No one could accuse Christos Tsiolkas of lacking ambition. His last novel, the hugely successful The Slap, had eight narrators and built a story of modern multicultural Australian life around one relatively small domestic incident.

Barracuda takes the story of a young sporting hero and turns it upside down. Danny Kelly, the novel's protagonist, and occasional narrator, is a superbly talented teenage swimmer from a working-class immigrant background. He has won a scholarship to an elite school referred to throughout the novel as Cunts College. There he endures snobbery and prejudice while at home his father, an old-fashioned lefty, is contemptuous of the world in which his son finds himself.

None of this matters to Danny quite as much as swimming and winning his races. Tsiolkas is brilliant at describing the physicality of sport, the pitiless grip of competitiveness and, over the first 200 or so pages of Barracuda, the novel follows a relatively conventional route. Then, in a key international race, Danny comes fifth. His reaction – blubbing, swearing and having to be tranquillised and carried off – is not exactly in the best spirit of honourable defeat. "He's going to be ashamed of this moment for the rest of his life."
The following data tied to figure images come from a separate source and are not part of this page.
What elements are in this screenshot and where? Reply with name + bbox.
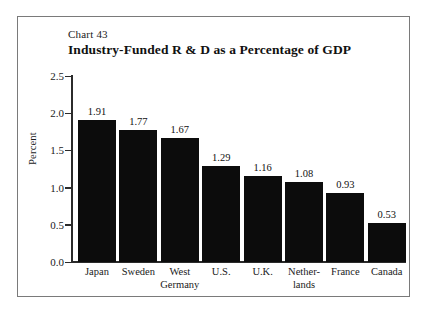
bar[interactable] (119, 130, 157, 262)
bar[interactable] (326, 193, 364, 262)
bar[interactable] (161, 138, 199, 262)
y-axis-tick-label: 2.0 (30, 107, 64, 119)
bar[interactable] (244, 176, 282, 262)
y-axis-tick (65, 187, 71, 189)
y-axis-tick-label: 1.0 (30, 182, 64, 194)
bar-group[interactable]: 1.29 (202, 76, 240, 262)
bar-value-label: 1.67 (171, 124, 189, 135)
bar-group[interactable]: 0.53 (368, 76, 406, 262)
y-axis-tick (65, 262, 71, 264)
chart-page: Chart 43 Industry-Funded R & D as a Perc… (0, 0, 428, 318)
y-axis-tick-label: 0.0 (30, 256, 64, 268)
y-axis-tick (65, 150, 71, 152)
bar[interactable] (285, 182, 323, 262)
bar-value-label: 0.53 (378, 209, 396, 220)
y-axis-tick-label: 2.5 (30, 70, 64, 82)
bar-group[interactable]: 1.67 (161, 76, 199, 262)
y-axis-tick-labels: 0.00.51.01.52.02.5 (26, 0, 64, 318)
y-axis-tick-label: 0.5 (30, 219, 64, 231)
chart-number-label: Chart 43 (68, 28, 108, 40)
category-label-line-1: Nether- (288, 266, 320, 277)
y-axis-tick (65, 113, 71, 115)
bar[interactable] (202, 166, 240, 262)
category-label-line-2: lands (276, 279, 332, 292)
category-label-line-1: U.S. (212, 266, 231, 277)
bar-value-label: 1.91 (88, 106, 106, 117)
bar-group[interactable]: 1.16 (244, 76, 282, 262)
bar-value-label: 0.93 (336, 179, 354, 190)
plot-area: 1.911.771.671.291.161.080.930.53 (72, 76, 405, 262)
bar[interactable] (78, 120, 116, 262)
category-label-line-1: West (169, 266, 190, 277)
category-label-line-2: Germany (152, 279, 208, 292)
bar-group[interactable]: 0.93 (326, 76, 364, 262)
bar-value-label: 1.77 (129, 116, 147, 127)
chart-title: Industry-Funded R & D as a Percentage of… (68, 42, 351, 58)
y-axis-tick (65, 76, 71, 78)
category-label-line-1: U.K. (252, 266, 272, 277)
y-axis-tick-label: 1.5 (30, 144, 64, 156)
category-label-line-1: France (331, 266, 360, 277)
bar[interactable] (368, 223, 406, 262)
bar-group[interactable]: 1.91 (78, 76, 116, 262)
bar-value-label: 1.16 (253, 162, 271, 173)
bar-value-label: 1.08 (295, 168, 313, 179)
bar-group[interactable]: 1.08 (285, 76, 323, 262)
x-axis-category-label: Canada (359, 266, 415, 279)
category-label-line-1: Japan (85, 266, 109, 277)
bar-value-label: 1.29 (212, 152, 230, 163)
bar-group[interactable]: 1.77 (119, 76, 157, 262)
y-axis-tick (65, 224, 71, 226)
category-label-line-1: Canada (371, 266, 403, 277)
category-label-line-1: Sweden (122, 266, 155, 277)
And so he is. We follow that shame in a helter-skelter ride to humiliation, violence, prison and beyond. In his own eyes, Danny has become that unacceptable thing, a loser. Describing the decline and fall of a would-be super-jock, Tsiolkas takes on some meaty themes: society's obsessive competitiveness, a teenage boy coming to terms with his homosexuality, snobbery and prejudice, the smugness of liberal Australia, the challenge of living a good life.

As with The Slap, one event propels an eventful story of contemporary expectation, fallibility and moral choice. Barracuda works strenuously for its effects. It is a novel with much shouting and agonising and grand set-pieces, but the harder it tries, the less convincing it becomes. Its key plot point, Danny's sudden decline, seems a bit odd: even for a teenager, winning at the top level in sport involves a level of perseverance and self-delusion.
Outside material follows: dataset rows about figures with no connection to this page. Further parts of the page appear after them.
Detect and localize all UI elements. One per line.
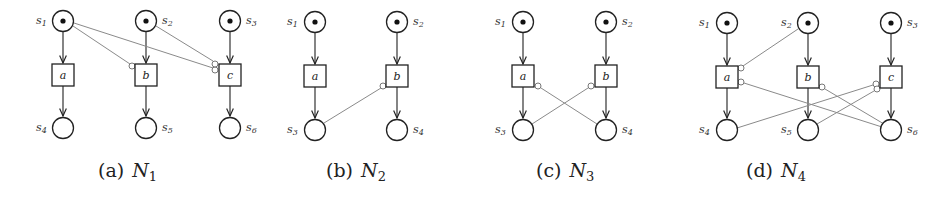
inhibitor-circle xyxy=(738,79,744,85)
panel-b: a b s1 s2 s3 s4 (b)N2 xyxy=(287,12,424,185)
place-label: s2 xyxy=(162,14,173,28)
transition-label: b xyxy=(804,71,811,84)
place-label: s1 xyxy=(495,15,506,29)
place-s4 xyxy=(596,120,617,141)
place-s4 xyxy=(387,120,408,141)
inhibitor-circle xyxy=(212,61,218,67)
place-label: s3 xyxy=(246,14,257,28)
place-label: s3 xyxy=(907,16,918,30)
place-label: s5 xyxy=(781,123,792,137)
transition-label: a xyxy=(724,71,731,84)
place-label: s4 xyxy=(699,123,710,137)
caption-d: (d)N4 xyxy=(746,159,806,184)
transition-label: c xyxy=(227,69,233,82)
place-s4 xyxy=(53,118,74,139)
place-label: s5 xyxy=(162,121,173,135)
place-s6 xyxy=(220,118,241,139)
token xyxy=(724,20,729,25)
token xyxy=(394,19,399,24)
inhibitor-arc-s4-a xyxy=(541,88,597,124)
place-label: s4 xyxy=(622,123,633,137)
inhibitor-circle xyxy=(212,67,218,73)
inhibitor-arc-s3-b xyxy=(324,88,381,123)
token xyxy=(603,19,608,24)
panel-a: a b c s1 s2 s3 s4 s5 s6 (a)N1 xyxy=(36,11,257,185)
token xyxy=(888,20,893,25)
inhibitor-arc-s5-c xyxy=(817,91,874,124)
place-label: s2 xyxy=(622,15,633,29)
caption-c: (c)N3 xyxy=(536,159,594,184)
place-s4 xyxy=(717,120,738,141)
transition-label: a xyxy=(312,70,319,83)
panel-d: a b c s1 s2 s3 s4 s5 s6 (d)N4 xyxy=(699,13,918,185)
place-s6 xyxy=(881,120,902,141)
token xyxy=(805,20,810,25)
token xyxy=(143,18,148,23)
place-label: s6 xyxy=(246,121,257,135)
transition-label: a xyxy=(520,70,527,83)
transition-label: b xyxy=(393,70,400,83)
transition-label: c xyxy=(888,71,894,84)
transition-label: a xyxy=(60,69,67,82)
inhibitor-arc-s3-b xyxy=(532,88,588,124)
place-s3 xyxy=(305,120,326,141)
place-label: s6 xyxy=(907,123,918,137)
transition-label: b xyxy=(602,70,609,83)
place-label: s4 xyxy=(36,121,47,135)
token xyxy=(227,18,232,23)
panel-c: a b s1 s2 s3 s4 (c)N3 xyxy=(495,12,633,185)
token xyxy=(312,19,317,24)
caption-a: (a)N1 xyxy=(98,159,157,184)
place-label: s3 xyxy=(287,123,298,137)
token xyxy=(520,19,525,24)
inhibitor-circle xyxy=(874,86,880,92)
place-label: s1 xyxy=(36,14,47,28)
inhibitor-circle xyxy=(380,83,386,89)
place-label: s3 xyxy=(495,123,506,137)
petri-net-figure: a b c s1 s2 s3 s4 s5 s6 (a)N1 a b s1 s2 … xyxy=(0,0,952,201)
inhibitor-arc-s2-c xyxy=(156,26,213,61)
place-s5 xyxy=(136,118,157,139)
inhibitor-circle xyxy=(129,63,135,69)
place-label: s4 xyxy=(413,123,424,137)
inhibitor-circle xyxy=(738,65,744,71)
place-label: s1 xyxy=(287,15,298,29)
place-s3 xyxy=(513,120,534,141)
place-s5 xyxy=(798,120,819,141)
inhibitor-circle xyxy=(588,83,594,89)
token xyxy=(60,18,65,23)
inhibitor-circle xyxy=(819,84,825,90)
place-label: s1 xyxy=(699,16,710,30)
place-label: s2 xyxy=(781,16,792,30)
caption-b: (b)N2 xyxy=(326,159,386,184)
transition-label: b xyxy=(142,69,149,82)
inhibitor-arc-s2-a xyxy=(743,29,798,66)
inhibitor-circle xyxy=(535,83,541,89)
place-label: s2 xyxy=(413,15,424,29)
There is always a reason for defeat, always another race. Few sportsmen collapse so totally after one defeat.

That implausibility would matter less if the character of Danny were more endearing and complex. There is something uneasy about the way Tsiolkas describes his protagonist's feelings, often telling us about them rather than allowing us to see for ourselves. While Danny is swimming, that matters little but, as he falls apart, it becomes increasingly difficult to sympathise with him. He is not only a pain to those around him, but also on the page. His emotions are overblown and confused – a homosexual theme develops and then peters out – and often seem described, rather than felt.

This uncertainty of tone infects the writing. Danny, a great admirer of Graham Greene, dislikes contemporary writers – "He found their worlds too insular, their style too self-conscious and ironic" – but there is more than a hint of self-consciousness in Tsiolkas's own style. It is one thing, for example, to switch from third-person to first-person narrator, but when tenses repeatedly change from past to present, then back again to past, frequently in the same paragraph, it seems affected and pointless, a device used for its own sake.

A stylistic clunkiness afflicts the novel, particularly at key moments. Some unhappy insights might be excused by Australian English being lost in translation ("They'd given each other the shits, they would argue incessantly") but others are simply hurried and careless.

Emotional indicators are invariably intestinal: Danny's stomach crashes down to his feet at one point; at another, in the pit of his stomach the familiar feeling of humiliation starts to bite. Surprisingly, the supporting characters, with the exception of Danny's resolutely bloody-minded father, fail to come to life.

No doubt Barracuda will sell in airports around the world, and may appeal to readers who like their blockbuster fiction delivered with a smattering of moral seriousness. All the same, for a writer as fearless as Tsiolkas, Barracuda reads like a missed opportunity. Its sincere intentions cannot mask its clumsiness as a novel.